FromIan Kelly <ian.g.kelly@gmail.com>
Date2015-03-15 10:10 -0600
Message-ID<mailman.395.1426435882.21433.python-list@python.org>
In reply to#87473
On Sun, Mar 15, 2015 at 9:43 AM, Jenny Hale <jhale7021@gmail.com> wrote:
> Hi
>
> How would I do this?
> The teacher wants to keep track of the scores each member of the class obtains in the quiz. There are three classes in the school and the data should be kept separately for each class.

Is this a homework assignment? It looks like you already have a
solution or most of one. Do you have any specific question that you
need help with?

Since it's not clear to me what sort of help you're looking for, I've
added some constructive style comments below. It mostly looks good to
me.

> import random
> import operator
>
> MATHS_OPERATIONS = [
>     (operator.add, "+"),
>     (operator.mul, "*"),
>     (operator.sub, "-")
>     ]
>
> NUM_QUESTIONS = 10
>
> def get_int_input(prompt=''):
>     while True:
>       try:
>         return int(input(prompt))
>       except ValueError:
>         print("Not a valid input (integer is expected)")
>
> def get_bool_input(prompt=''):
>     while True:
>         val = input(prompt).lower()
>         if val == 'yes':
>             return True
>         elif val == 'no':
>             return False

It's generally polite to your user if you accept additional variations
such as y/n.

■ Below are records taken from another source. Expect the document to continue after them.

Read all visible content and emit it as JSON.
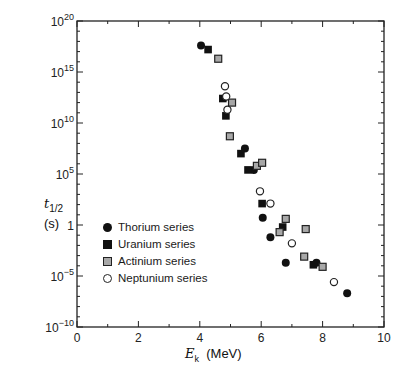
{
  "chart_data": {
    "type": "scatter",
    "title": "",
    "xlabel": "E_k (MeV)",
    "xlabel_symbol": "E",
    "xlabel_sub": "k",
    "xlabel_unit": "(MeV)",
    "ylabel": "t_1/2 (s)",
    "ylabel_symbol": "t",
    "ylabel_sub": "1/2",
    "ylabel_unit": "(s)",
    "xlim": [
      0,
      10
    ],
    "ylim_log10": [
      -10,
      20
    ],
    "y_scale": "log",
    "grid": false,
    "legend_position": "lower-left inside",
    "x_ticks": [
      0,
      2,
      4,
      6,
      8,
      10
    ],
    "y_ticks": [
      "10^-10",
      "10^-5",
      "1",
      "10^5",
      "10^10",
      "10^15",
      "10^20"
    ],
    "series": [
      {
        "name": "Thorium series",
        "marker": "filled-circle",
        "points": [
          [
            4.04,
            17.6
          ],
          [
            5.47,
            7.5
          ],
          [
            5.76,
            5.4
          ],
          [
            6.05,
            0.7
          ],
          [
            6.3,
            -1.2
          ],
          [
            6.8,
            -3.7
          ],
          [
            7.8,
            -3.7
          ],
          [
            8.8,
            -6.7
          ]
        ]
      },
      {
        "name": "Uranium series",
        "marker": "filled-square",
        "points": [
          [
            4.27,
            17.2
          ],
          [
            4.75,
            12.4
          ],
          [
            4.85,
            10.7
          ],
          [
            5.34,
            7.0
          ],
          [
            5.57,
            5.4
          ],
          [
            6.03,
            2.1
          ],
          [
            6.7,
            -0.2
          ],
          [
            7.7,
            -3.9
          ]
        ]
      },
      {
        "name": "Actinium series",
        "marker": "gray-square",
        "points": [
          [
            4.6,
            16.3
          ],
          [
            5.05,
            12.0
          ],
          [
            4.98,
            8.7
          ],
          [
            5.86,
            5.8
          ],
          [
            6.03,
            6.1
          ],
          [
            6.6,
            -0.7
          ],
          [
            6.8,
            0.6
          ],
          [
            7.4,
            -3.1
          ],
          [
            7.45,
            -0.4
          ],
          [
            8.0,
            -4.1
          ]
        ]
      },
      {
        "name": "Neptunium series",
        "marker": "open-circle",
        "points": [
          [
            4.82,
            13.6
          ],
          [
            4.86,
            12.6
          ],
          [
            4.9,
            11.3
          ],
          [
            5.96,
            3.3
          ],
          [
            6.3,
            2.1
          ],
          [
            7.0,
            -1.8
          ],
          [
            8.37,
            -5.6
          ]
        ]
      }
    ],
    "note": "y values given as log10(t_1/2 in seconds)"
  },
  "legend": {
    "items": [
      "Thorium series",
      "Uranium series",
      "Actinium series",
      "Neptunium series"
    ]
  },
  "axis": {
    "x_tick_labels": [
      "0",
      "2",
      "4",
      "6",
      "8",
      "10"
    ],
    "y_tick_labels": [
      {
        "base": "10",
        "exp": "20"
      },
      {
        "base": "10",
        "exp": "15"
      },
      {
        "base": "10",
        "exp": "10"
      },
      {
        "base": "10",
        "exp": "5"
      },
      {
        "base": "1",
        "exp": ""
      },
      {
        "base": "10",
        "exp": "−5"
      },
      {
        "base": "10",
        "exp": "−10"
      }
    ]
  }
}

An easy way to do that is with the test
('yes'.startswith(val)) which will match the word 'yes' or any prefix
of it.

>         else:
>             print("Not a valid input (yes/no is expected)")
>
> if __name__ == '__main__':

This should all be moved into a function, and the body of the if
statement would then just be a call to the function. This way you
won't be polluting your global namespace with lots of variables that
should really be local in scope. It also makes code reuse easier -- if
another module wants to launch this script, all it has to do is import
this module and call the function.

>     name = input("What is your name?").title()
>     class_name = input("What is your Class? ")
>     print(name, ", Welcome to the Maths Test")
>
>     score = 0
>     for _ in range(NUM_QUESTIONS):
>         num1 = random.randint(1,100)
>         num2 = random.randint(1,100)
>         op, symbol = random.choice(MATHS_OPERATIONS)
>         print("What is", num1, symbol, num2)
>         if get_int_input() == op(num1, num2):
>             print("Correct")
>             score += 1
>         else:
>             print("Incorrect")
>
>     print("Well done", name, "you scored", score, "/", NB_QUESTIONS)

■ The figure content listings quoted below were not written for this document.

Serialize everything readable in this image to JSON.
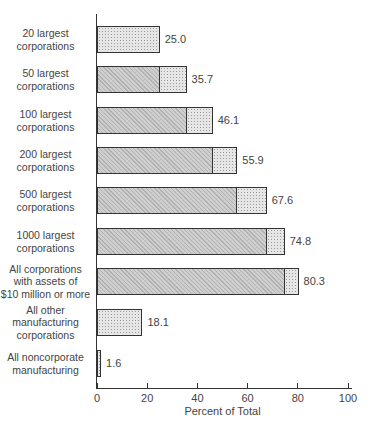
{
  "chart_data": {
    "type": "bar",
    "orientation": "horizontal",
    "title": "",
    "xlabel": "Percent of Total",
    "ylabel": "",
    "xlim": [
      0,
      100
    ],
    "xticks": [
      0,
      20,
      40,
      60,
      80,
      100
    ],
    "grid": false,
    "legend": null,
    "categories": [
      "20 largest corporations",
      "50 largest corporations",
      "100 largest corporations",
      "200 largest corporations",
      "500 largest corporations",
      "1000 largest corporations",
      "All corporations with assets of $10 million or more",
      "All other manufacturing corporations",
      "All noncorporate manufacturing"
    ],
    "values": [
      25.0,
      35.7,
      46.1,
      55.9,
      67.6,
      74.8,
      80.3,
      18.1,
      1.6
    ],
    "value_labels": [
      "25.0",
      "35.7",
      "46.1",
      "55.9",
      "67.6",
      "74.8",
      "80.3",
      "18.1",
      "1.6"
    ],
    "series": [
      {
        "name": "Cumulative share of preceding group (dark segment)",
        "values": [
          0,
          25.0,
          35.7,
          46.1,
          55.9,
          67.6,
          74.8,
          0,
          0
        ]
      },
      {
        "name": "Incremental share (light segment)",
        "values": [
          25.0,
          10.7,
          10.4,
          9.8,
          11.7,
          7.2,
          5.5,
          18.1,
          1.6
        ]
      }
    ]
  },
  "labels": [
    [
      "20 largest",
      "corporations"
    ],
    [
      "50 largest",
      "corporations"
    ],
    [
      "100 largest",
      "corporations"
    ],
    [
      "200 largest",
      "corporations"
    ],
    [
      "500 largest",
      "corporations"
    ],
    [
      "1000 largest",
      "corporations"
    ],
    [
      "All corporations",
      "with assets of",
      "$10 million or more"
    ],
    [
      "All other",
      "manufacturing",
      "corporations"
    ],
    [
      "All noncorporate",
      "manufacturing"
    ]
  ],
  "tick_labels": [
    "0",
    "20",
    "40",
    "60",
    "80",
    "100"
  ]
}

This would probably be a bit cleaner with a formatted string, either
the % style or using str.format.  The former would look like this:

print("Well done, %s! You scored %d / %d." % (name, score, NB_QUESTIONS))

The latter is the new(er) hotness and would look like this:

print("Well done, {}! You scored {} / {}.".format(name, score, NB_QUESTIONS))

It's up to you (and your instructor) which style you prefer.

>
>     filename = class_name + ".txt"
>
>     with open(filename, 'a') as f:
>         f.write(str(name) + " : " + str(score) + '\n')

Another place where I would suggest a formatted string.

>     if get_bool_input("Do you wish to view previous results for your class"):
>         with open(filename, 'r') as f:
>             print(f.read())
>     else:
>         input ("Press any key to exit")

input is going to wait for the user to press Enter, not "any key".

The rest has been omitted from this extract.